By the late fifties, the electricians at Canley had devised a system whereby when car shells came from Liverpool they were hoisted by crane onto what was called skids, on the second floor. We then took charge with an electric panel in the basement of the building, among the stores. The track was on the ground floor, constantly on the move, each worker had a time limit to fit his piece.

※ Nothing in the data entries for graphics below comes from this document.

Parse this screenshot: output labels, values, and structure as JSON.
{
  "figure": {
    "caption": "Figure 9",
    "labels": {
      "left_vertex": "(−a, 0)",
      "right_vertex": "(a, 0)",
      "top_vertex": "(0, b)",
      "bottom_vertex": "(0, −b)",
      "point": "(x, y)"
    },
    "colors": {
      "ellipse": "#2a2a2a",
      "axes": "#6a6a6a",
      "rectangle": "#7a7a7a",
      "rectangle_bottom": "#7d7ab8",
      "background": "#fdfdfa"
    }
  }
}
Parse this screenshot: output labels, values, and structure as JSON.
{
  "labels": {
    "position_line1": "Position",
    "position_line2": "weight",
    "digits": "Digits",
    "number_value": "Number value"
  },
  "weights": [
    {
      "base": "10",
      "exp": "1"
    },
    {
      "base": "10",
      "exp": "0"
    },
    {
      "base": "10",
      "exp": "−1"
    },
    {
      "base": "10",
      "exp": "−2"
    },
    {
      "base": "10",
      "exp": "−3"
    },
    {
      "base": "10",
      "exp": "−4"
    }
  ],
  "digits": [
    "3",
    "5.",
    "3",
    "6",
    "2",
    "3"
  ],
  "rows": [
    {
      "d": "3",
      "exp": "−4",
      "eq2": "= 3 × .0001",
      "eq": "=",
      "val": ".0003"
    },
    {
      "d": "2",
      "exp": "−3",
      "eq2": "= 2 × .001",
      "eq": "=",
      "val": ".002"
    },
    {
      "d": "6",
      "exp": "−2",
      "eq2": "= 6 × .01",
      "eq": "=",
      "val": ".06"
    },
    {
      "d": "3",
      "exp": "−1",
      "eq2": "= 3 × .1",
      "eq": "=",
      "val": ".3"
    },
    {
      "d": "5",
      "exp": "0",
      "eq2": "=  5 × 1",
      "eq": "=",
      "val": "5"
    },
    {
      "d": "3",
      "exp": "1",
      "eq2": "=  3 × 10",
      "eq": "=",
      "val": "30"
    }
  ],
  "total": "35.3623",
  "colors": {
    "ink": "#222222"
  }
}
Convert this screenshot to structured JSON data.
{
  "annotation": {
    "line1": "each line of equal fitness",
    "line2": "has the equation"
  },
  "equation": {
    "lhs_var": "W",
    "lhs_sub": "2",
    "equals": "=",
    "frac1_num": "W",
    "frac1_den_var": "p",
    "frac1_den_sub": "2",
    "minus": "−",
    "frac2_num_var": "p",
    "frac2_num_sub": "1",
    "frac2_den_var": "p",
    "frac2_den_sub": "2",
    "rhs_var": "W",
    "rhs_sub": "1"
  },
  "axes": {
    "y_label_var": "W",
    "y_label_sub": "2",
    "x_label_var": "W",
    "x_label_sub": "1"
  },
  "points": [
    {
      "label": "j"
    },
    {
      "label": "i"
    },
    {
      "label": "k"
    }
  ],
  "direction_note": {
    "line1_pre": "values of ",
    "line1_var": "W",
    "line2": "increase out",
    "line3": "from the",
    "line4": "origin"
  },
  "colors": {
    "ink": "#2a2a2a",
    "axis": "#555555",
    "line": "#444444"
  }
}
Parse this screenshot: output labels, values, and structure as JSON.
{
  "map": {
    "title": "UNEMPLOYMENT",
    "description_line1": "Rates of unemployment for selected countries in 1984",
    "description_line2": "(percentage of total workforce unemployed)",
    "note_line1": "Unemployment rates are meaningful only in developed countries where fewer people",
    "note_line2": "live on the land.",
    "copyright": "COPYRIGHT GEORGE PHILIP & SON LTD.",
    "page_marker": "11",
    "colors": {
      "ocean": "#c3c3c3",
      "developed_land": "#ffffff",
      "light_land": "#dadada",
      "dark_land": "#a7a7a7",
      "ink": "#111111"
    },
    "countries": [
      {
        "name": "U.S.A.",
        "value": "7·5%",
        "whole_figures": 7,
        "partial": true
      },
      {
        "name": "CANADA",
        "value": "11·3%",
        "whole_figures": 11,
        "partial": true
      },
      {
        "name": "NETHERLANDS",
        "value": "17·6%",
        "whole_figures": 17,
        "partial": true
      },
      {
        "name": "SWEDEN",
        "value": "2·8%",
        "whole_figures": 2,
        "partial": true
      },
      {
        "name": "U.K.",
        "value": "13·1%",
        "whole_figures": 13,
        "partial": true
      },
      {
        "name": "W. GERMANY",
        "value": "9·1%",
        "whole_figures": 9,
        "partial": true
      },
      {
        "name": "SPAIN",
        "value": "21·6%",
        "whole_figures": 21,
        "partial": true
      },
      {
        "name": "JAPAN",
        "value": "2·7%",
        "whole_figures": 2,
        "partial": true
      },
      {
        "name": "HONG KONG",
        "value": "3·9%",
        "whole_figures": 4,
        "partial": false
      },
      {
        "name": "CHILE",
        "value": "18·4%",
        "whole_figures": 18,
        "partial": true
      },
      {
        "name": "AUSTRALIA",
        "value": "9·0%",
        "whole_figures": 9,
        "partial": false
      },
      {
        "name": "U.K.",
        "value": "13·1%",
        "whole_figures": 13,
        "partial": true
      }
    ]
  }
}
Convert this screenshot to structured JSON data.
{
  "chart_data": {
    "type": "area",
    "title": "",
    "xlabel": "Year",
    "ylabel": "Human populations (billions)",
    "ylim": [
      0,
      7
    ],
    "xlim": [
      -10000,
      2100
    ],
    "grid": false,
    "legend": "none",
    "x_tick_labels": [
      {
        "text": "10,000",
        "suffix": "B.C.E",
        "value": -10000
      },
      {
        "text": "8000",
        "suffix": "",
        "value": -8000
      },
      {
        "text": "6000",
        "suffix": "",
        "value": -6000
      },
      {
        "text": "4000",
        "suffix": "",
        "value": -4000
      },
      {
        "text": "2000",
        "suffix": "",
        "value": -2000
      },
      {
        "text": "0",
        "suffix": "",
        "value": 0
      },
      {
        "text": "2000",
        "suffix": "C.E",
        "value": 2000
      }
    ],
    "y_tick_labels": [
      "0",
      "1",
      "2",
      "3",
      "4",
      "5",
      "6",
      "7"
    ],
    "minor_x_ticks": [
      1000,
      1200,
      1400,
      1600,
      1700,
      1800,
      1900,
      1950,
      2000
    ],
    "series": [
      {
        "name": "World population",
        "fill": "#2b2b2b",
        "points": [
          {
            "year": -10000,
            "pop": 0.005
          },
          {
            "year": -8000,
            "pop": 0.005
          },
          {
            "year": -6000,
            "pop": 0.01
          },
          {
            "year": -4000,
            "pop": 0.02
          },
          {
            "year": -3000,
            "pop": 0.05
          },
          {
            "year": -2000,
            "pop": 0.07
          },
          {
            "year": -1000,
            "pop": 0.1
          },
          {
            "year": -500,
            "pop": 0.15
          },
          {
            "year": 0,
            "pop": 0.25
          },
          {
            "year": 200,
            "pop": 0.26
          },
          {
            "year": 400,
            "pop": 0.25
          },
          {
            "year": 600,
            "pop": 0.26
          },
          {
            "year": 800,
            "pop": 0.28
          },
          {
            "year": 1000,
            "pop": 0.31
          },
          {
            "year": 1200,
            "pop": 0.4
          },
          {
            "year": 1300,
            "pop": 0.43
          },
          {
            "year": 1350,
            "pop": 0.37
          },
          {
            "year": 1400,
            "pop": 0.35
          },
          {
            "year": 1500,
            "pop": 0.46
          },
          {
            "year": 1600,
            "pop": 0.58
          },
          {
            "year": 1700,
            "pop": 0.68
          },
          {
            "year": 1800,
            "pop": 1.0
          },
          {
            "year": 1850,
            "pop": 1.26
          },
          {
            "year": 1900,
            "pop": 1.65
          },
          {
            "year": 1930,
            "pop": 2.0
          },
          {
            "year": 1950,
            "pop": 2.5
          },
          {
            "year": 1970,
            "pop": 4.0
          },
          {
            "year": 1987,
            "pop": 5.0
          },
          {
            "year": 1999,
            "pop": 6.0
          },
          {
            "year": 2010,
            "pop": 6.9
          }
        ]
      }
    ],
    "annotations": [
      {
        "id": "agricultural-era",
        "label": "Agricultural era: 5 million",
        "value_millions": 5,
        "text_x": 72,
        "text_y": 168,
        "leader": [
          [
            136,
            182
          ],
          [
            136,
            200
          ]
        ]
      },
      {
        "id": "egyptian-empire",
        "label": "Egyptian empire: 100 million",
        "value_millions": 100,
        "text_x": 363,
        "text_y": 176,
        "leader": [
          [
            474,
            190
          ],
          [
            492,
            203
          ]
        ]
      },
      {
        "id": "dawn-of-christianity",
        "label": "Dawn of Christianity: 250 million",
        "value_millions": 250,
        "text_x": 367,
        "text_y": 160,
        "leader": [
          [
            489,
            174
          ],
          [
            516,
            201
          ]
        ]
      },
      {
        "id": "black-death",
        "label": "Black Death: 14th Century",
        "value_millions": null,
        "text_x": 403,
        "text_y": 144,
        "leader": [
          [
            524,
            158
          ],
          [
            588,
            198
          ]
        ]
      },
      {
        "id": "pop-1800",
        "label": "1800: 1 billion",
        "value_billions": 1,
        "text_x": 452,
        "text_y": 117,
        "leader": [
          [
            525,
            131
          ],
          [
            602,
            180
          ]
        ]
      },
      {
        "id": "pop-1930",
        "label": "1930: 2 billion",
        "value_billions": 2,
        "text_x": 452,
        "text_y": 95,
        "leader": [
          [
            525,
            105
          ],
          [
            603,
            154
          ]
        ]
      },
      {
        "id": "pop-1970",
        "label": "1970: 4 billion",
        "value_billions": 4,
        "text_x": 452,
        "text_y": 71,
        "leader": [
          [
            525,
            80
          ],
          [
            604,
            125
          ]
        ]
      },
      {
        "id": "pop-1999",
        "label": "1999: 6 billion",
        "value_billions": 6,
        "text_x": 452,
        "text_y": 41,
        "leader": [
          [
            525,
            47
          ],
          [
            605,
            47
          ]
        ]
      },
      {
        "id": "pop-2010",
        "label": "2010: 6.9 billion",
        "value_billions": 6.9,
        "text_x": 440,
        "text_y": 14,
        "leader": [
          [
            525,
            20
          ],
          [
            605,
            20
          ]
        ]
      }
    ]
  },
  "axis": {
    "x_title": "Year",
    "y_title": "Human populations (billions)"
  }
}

Now my job with a couple of colleagues was to place the shells on the track from the floor above in a sequence that allowed the worker to complete his job. We could not place two overdrives to follow each other, or two Spitfires together. There were many snags, we had to have the cars in order, about twenty cars in front of the track to allow our typists to type the sequence for all depts to have the necessary parts in order. Also the sheets the girls typed out, only a little ‘o’ was typed above the car to denote an overdrive car, if she missed typing such then the car got the wrong engine fitted etc, and there was many things to sort out, disc brakes or drum brakes, left hand or right hand steering, so it ran on fine timing.
The whole of the second floor of the factory was like a giant rail siding. When a body shell was placed on the skids, we then with our electric panel moved it along the track into side bays, so my colleague would move a Spitfire onto the main track and I would move a Herald from its bay onto the track behind it, and my other colleague would move another shell behind that and so forth. We passed this knowledge to the typist so they had the sequence, each sheet of about a dozen or so cars was then run off and distributed to all stores etc. But every foreign country sent engineers and experts to see this and ask questions, went home, copied our methods, and that put us out of business long term.
Two guys came in one day, one stayed with the bosses keeping them talking, the other one came over to us, pumped us with questions, which we answered. As he left he gave us each a card, said to get in touch with him in about three months time and he would offer us a top class job. The card read ‘General Manager of General Motors USA’.
This giant panel was about 16′ long and 4′ high, full of lights and numbers and buttons etc and devised and built by Coventry guys.